Authors:
Sai Vishwanath Venkatesh
1
;
Adithya Prem Anand
2
;
Gokul Sahar S.
2
;
Akshay Ramakrishnan
2
and
Vineeth Vijayaraghavan
3
Affiliations:
1
SRM, Institute of Science and Technology, Chennai, India
;
2
SSN, College of Engineering, Chennai, Tamil Nadu, India
;
3
Solarillion Foundation, Chennai, Tamil Nadu, India
Keyword(s):
Real-time, Surveillance, Edge Devices, Resource-constrained, Crime Detection.
Abstract:
There is a growing use of surveillance cameras to maintain a log of events that would help in the identification of criminal activities. However, it is necessary to continuously monitor the acquired footage which contributes to increased labor costs but more importantly, violation of privacy. Therefore, we need decentralized surveillance systems that function autonomously in real-time to reduce crime rates even further. In our work, we discuss an efficient method of crime detection using Deep Learning, that can be used for on-device crime monitoring. By making the inferences on-device, we can reduce the latency, the cost overhead for the collection of data into a centralized unit and counteract the lack of privacy. Using the concept of EarlyStopping–Multiple Instance Learning to provide low inference time, we build specialized models for crime detection using two real-world datasets in the domain. We implement the concept of Sub-Nyquist sampling on a video and introduce a metric ηcom
p for evaluating the reduction of computation due to undersampling. On average, our models tested on Raspberry Pi 3 Model B provide a 30% increase of accuracy over benchmarks, computational savings as 80.23% and around 13 times lesser inference times. This allows for the development of efficient and accurate real-time implementation on edge devices for on-device crime detection.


**To do:** State how many lines in the listing contain the string "Created", and add nothing to that number.

**Provided entries:**
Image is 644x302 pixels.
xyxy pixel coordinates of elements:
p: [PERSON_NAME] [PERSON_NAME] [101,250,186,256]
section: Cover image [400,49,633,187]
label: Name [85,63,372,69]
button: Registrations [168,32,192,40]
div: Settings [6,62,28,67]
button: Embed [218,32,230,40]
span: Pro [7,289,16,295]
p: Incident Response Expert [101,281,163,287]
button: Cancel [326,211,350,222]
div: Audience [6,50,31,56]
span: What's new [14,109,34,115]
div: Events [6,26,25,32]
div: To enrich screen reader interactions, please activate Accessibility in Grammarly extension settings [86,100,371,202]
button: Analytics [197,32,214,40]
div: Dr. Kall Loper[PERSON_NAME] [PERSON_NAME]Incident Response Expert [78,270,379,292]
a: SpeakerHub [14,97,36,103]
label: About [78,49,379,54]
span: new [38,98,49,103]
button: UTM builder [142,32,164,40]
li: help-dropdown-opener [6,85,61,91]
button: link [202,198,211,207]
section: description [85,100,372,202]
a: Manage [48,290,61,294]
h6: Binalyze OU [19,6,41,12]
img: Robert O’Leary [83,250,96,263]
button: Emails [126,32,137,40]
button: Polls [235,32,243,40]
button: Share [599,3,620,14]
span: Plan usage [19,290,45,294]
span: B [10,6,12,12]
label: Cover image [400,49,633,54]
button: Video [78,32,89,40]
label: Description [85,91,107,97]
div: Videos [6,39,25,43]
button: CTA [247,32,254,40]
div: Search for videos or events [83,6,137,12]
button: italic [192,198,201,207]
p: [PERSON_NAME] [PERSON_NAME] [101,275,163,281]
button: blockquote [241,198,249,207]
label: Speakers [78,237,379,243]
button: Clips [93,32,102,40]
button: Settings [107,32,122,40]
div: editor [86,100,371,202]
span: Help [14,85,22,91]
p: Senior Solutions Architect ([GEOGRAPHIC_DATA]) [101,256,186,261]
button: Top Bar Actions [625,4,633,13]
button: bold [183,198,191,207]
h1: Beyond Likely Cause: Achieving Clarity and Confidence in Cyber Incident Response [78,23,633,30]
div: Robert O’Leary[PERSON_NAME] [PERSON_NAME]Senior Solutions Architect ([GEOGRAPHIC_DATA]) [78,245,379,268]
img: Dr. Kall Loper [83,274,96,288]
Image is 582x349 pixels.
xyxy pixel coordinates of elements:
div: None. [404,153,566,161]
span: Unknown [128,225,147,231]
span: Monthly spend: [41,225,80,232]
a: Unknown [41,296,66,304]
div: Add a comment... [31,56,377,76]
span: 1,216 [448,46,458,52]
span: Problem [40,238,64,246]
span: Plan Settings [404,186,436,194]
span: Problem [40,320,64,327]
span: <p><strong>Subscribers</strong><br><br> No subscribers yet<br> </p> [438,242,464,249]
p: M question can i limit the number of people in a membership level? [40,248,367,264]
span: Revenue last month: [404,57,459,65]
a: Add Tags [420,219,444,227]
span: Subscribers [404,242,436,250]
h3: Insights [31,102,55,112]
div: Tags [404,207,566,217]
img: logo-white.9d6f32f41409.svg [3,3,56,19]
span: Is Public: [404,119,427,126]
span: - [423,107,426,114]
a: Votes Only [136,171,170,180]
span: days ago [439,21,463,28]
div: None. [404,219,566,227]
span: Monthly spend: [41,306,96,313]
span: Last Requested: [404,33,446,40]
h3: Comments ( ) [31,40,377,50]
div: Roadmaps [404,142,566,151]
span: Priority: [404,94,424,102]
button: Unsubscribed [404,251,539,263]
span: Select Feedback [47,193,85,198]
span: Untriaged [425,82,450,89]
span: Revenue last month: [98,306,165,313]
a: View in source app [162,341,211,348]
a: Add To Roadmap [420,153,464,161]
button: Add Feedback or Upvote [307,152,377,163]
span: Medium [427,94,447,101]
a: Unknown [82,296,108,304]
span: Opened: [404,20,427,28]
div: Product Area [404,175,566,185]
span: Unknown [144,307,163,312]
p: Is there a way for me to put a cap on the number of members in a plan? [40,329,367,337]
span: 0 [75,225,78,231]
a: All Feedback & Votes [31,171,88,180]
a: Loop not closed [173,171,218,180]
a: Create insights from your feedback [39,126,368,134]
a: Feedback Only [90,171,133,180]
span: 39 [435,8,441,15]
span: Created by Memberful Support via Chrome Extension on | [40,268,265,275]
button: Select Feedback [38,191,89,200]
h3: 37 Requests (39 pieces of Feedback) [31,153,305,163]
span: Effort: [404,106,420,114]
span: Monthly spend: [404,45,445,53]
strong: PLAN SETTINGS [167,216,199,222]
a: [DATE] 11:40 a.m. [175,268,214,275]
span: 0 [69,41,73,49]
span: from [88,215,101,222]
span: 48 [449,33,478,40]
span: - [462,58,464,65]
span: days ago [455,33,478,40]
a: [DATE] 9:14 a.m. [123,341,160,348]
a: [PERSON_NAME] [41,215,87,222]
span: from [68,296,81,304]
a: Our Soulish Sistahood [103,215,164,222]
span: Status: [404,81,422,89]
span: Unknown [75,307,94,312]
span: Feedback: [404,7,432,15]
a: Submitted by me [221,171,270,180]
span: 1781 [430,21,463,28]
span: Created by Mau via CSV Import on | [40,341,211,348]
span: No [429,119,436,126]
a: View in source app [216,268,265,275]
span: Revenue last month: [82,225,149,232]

**Result for this exercise:** 2